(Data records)
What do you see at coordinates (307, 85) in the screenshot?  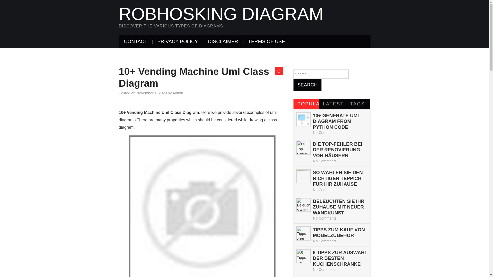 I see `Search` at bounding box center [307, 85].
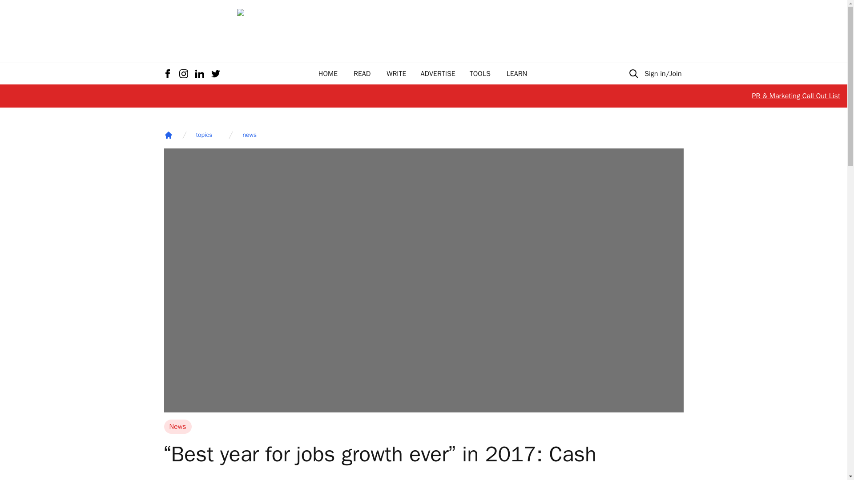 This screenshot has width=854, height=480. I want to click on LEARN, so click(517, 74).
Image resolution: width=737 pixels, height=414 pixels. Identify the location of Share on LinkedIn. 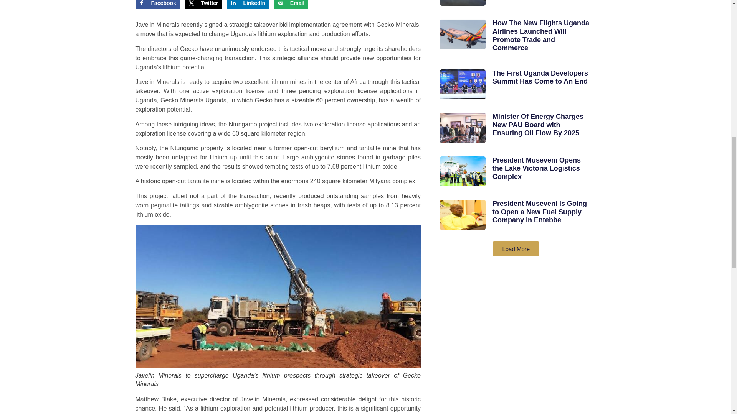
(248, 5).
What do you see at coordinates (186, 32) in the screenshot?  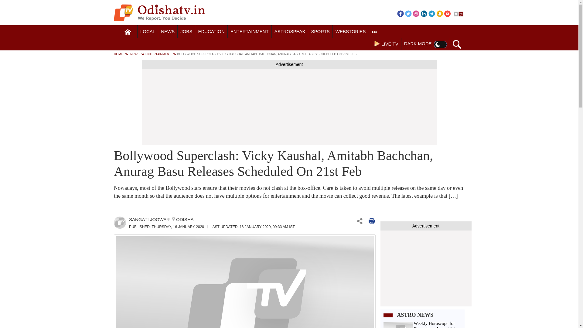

* _WORK INSTRUCTION_:
Once you reach the line containing "Image resolution: width=737", print it and every line after it exactly, through the end of the entries, without any pictures.

* _RESPONSE_:
Image resolution: width=737 pixels, height=414 pixels. Identify the location of Share on LinkedIn. 
(248, 5).
What do you see at coordinates (186, 32) in the screenshot?  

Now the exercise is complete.